The Principals for Universal Design for Instruction
Original language is (c) 2002 by the Center on Postsecondary Education and Disability, University of Connecticut
  1. "Equitable Use"

    Try to make things useful and easy to get at for people with all kinds of different abilities.

  2. "Flexibility in Use"

    Try to give people choices in how they use things so they can pick what's best for them.

  3. "Simplicity"

    Speaks for itself.

  4. "Perceptibility"

    Try to get your point across in ways that won't be undercut by what's going on around you. Think about noise levels and visual clutter.

  5. "Tolerance for Error"

    Try to show people that when you're learning something, it's really okay to make mistakes or not get things right off the bat.

  6. "Low Physical Effort"

    If there's any way around it, try to not make people move around or use their hands.

  7. "Size and Space for Approach and Use"

    Try to keep it easy for people to reach and handle things no matter what they can or can't do using their bodies.

  8. "A Community of Learners"

    Try to keep people working and learning together.

  9. "Instructional Climate"

    Try to get people to feel at home and at ease while making sure they know you expect a lot out of them.
Maybe easier to understand, but probably no less difficult to get right!

I'm starting to understand that the real power of these principles is the "universal" part. They're things that make good teaching sense no matter who you're working with, making short work of any fences there might be between "people with disabilities" and whoever that phrase happens to not include.

Sunday, April 13, 2008

Heading to Landmark College April 24-25

Later this month, I'll be going to little Putney, Vermont, spending two days visiting Landmark College, which describes itself this way:
While many colleges offer special programs for students with learning difficulties, Landmark College is one of the only accredited colleges in the United States designed exclusively for students with dyslexia, attention deficit hyperactivity disorder (AD/HD), or other specific learning disabilities.

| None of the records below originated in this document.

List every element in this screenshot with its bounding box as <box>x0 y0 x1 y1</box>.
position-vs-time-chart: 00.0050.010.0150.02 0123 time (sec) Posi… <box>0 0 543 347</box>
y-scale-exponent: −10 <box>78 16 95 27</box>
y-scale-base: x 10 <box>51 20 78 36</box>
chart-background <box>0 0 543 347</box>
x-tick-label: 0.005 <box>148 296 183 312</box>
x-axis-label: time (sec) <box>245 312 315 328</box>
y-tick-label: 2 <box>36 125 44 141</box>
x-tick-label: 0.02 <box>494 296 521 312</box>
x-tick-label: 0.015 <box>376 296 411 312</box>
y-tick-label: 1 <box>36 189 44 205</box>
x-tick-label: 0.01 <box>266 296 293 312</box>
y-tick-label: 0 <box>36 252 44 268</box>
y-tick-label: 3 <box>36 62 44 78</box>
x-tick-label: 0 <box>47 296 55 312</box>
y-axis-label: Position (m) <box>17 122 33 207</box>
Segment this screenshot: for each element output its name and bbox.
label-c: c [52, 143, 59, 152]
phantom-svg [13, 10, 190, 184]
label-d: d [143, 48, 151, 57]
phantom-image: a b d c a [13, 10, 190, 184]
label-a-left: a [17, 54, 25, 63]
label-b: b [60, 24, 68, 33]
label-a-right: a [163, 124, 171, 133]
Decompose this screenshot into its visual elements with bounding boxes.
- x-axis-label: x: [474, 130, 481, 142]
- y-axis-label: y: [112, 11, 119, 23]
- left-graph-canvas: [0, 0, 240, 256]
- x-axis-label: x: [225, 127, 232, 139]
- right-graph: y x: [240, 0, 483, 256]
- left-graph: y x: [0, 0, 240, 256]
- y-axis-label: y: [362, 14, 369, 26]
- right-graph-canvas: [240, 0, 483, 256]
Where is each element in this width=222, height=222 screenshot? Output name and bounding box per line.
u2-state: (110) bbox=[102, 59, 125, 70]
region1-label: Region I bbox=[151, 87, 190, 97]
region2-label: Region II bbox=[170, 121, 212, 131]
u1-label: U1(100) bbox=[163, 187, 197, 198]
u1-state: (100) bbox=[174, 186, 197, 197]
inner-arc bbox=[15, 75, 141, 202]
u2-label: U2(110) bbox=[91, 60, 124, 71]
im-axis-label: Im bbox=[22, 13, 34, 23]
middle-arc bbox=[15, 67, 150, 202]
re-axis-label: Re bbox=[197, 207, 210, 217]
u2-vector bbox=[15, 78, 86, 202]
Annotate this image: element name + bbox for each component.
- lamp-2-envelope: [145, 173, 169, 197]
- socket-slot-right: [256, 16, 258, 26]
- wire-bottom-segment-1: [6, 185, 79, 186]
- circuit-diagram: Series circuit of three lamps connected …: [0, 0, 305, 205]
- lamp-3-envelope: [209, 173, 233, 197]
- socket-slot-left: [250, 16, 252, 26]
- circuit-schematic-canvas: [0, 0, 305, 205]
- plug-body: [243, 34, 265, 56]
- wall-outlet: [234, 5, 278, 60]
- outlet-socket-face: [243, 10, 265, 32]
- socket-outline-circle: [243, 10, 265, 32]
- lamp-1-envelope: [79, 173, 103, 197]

Why does Landmark's approach succeed? Because we take a different path. We teach the skills and strategies necessary for success in college and the workforce. Here at Landmark, you learn how to learn, and this knowledge helps you become more confident and independent.

Students at Landmark get far more personal, directed assistance than at other colleges. Each student receives individualized attention from classroom instructors — in courses tailored to meet your educational needs.

We have courses for skills development, college credit, and an Associate Degree Program for individuals who have average — to superior — intellectual potential. Our experienced advisors meet frequently with you to review and guide your progress. All instructors are trained professional educators, not teaching assistants or peer tutors.
I'll be "liveblogging" about how Landmark uses technology to support students with LD/ADHD and to report back more generally about their approach, methods, successes, and challenges.